Life is funny. I am not really an Anglican. If I had to describe myself as anything, non-conformist would be about the most apt. Yet just over a year ago, I helped to set up a new church — Christ Church — in my home city of Salisbury, which has an Anglican minister and which is affiliated to an Anglican organisation.
Those who are clued up on church polity in England will find something extremely odd in that statement. Not the bit about my non-conformism, but the fact that the church I have helped to establish is affiliated to an Anglican organisation. Surely, you might think, the only organisation in England that sets up Anglican churches, or indeed can set up Anglican churches, is the Church of England.
Until recently, that was broadly true. I suppose that if someone had really wanted to establish an “Anglican” church outside the auspices of the Church of England, they could have done it at any time over the past few hundred years. Yet nobody did it, because there was no reason to do so. Until now, that is.
My church is one of the first to be set up as an Anglican church in England, yet outside the auspices of the Church of England, and in fact under the affiliation of an organisation named Anglican Mission in England (AMiE). Is this in any way important? Actually yes, it is incredibly important, not to mention historically significant.
Until recently, the Church of England has been Anglicanism in England, but as anyone who has watched that institution of late will know, it has slipped further and further away from its moorings, and has now largely become a quasi-Marxist institution which has completely kowtowed to the feminist, egalitarian, and sexual revolutions of secular society.
To my thinking (as someone with no prior connection with Anglicanism), it is astonishing that so many in the Church of England have put up with this takeover by cultural Marxists for so long. On second thoughts, maybe they didn’t. Maybe they just left and that’s why despite all its kowtowing to every trend going, the Church of England is a dying institution, with an average age of congregants being around 65.
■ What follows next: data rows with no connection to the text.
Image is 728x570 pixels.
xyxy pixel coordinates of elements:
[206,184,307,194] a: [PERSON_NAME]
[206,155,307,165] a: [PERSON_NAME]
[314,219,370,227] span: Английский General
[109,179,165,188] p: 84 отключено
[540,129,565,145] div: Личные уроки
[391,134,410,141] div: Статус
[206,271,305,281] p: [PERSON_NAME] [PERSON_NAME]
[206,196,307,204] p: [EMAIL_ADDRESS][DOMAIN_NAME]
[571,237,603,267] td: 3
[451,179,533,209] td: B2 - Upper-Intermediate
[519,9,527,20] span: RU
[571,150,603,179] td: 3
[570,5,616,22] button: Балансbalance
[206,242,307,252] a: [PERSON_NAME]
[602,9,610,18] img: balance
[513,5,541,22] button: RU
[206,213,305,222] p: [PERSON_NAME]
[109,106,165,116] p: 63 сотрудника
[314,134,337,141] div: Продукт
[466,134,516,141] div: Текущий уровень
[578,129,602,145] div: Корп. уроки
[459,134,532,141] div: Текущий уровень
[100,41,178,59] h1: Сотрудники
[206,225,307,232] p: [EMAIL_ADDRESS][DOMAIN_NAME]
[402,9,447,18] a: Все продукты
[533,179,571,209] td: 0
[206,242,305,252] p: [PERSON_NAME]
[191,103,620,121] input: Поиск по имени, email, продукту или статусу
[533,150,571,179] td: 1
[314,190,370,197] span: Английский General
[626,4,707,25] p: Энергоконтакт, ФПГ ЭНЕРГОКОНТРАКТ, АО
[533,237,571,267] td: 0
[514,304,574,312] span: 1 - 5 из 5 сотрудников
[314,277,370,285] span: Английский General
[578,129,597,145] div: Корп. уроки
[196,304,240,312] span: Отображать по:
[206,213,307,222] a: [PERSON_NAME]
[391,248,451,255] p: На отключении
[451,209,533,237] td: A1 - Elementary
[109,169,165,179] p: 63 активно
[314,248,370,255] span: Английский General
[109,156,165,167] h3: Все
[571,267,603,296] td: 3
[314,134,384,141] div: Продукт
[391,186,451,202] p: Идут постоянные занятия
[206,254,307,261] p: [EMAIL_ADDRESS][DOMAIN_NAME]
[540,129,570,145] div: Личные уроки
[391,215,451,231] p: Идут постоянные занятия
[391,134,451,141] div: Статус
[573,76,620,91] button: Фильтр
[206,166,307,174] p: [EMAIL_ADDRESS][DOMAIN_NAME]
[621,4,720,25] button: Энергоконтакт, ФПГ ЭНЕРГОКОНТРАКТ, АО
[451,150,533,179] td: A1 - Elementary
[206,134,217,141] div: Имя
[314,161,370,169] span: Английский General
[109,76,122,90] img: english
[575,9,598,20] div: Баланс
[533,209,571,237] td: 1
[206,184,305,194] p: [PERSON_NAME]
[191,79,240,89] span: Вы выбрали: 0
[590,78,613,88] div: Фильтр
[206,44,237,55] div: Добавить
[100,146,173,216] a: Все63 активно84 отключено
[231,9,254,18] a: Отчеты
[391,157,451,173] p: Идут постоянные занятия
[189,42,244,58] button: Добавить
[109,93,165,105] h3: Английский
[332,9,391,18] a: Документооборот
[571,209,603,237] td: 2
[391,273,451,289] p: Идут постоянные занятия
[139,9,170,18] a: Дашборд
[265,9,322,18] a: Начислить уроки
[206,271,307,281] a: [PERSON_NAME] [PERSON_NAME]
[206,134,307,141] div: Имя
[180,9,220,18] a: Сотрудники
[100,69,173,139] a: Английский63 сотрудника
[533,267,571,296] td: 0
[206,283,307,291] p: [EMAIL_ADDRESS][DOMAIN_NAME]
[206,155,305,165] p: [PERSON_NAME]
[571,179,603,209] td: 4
Well some Anglicans have had enough, and are beginning to set up churches in England, outside the jurisdiction of the CofE. Just last week, a meeting of bishops and archbishops from Gafcon (Global Anglican Future Conference), representing over 40 million Anglicans worldwide, publicly endorsed what AMiE is doing in England in setting up new churches outside the CofE, such as my church, Christ Church Salisbury. Just to get a sense of the historic significance of this, they compared the emergence of these new Anglican churches in England to the split in the 18th century which led to the creation of the Methodist Church, according to an article in The Telegraph (which mentioned Christ Church).
This is the blowback for the Church of England having largely treated its Bible-believing congregants with utter contempt for years. Those who have attempted to maintain a biblical line have been marginalised and treated as bigots, and “Anglicanism” in England is largely associated now with a type of leftist anti-Gospel effeminacy that would make Thomas Cranmer turn in his grave.
The next few years will be interesting. We all know that the Christian faith is dying within these shores. But one of the reasons for that is the national church has become largely a pointless irrelevance. In seeing the re-establishing of historic Anglicanism — an Anglicanism that preaches the Gospel, that stands up to the sexual revolutionaries, that honours God — who knows whether, just like with Wesley in the 18th Century, we are about to see the beginnings of great things happening in the Kingdom of God in England once more.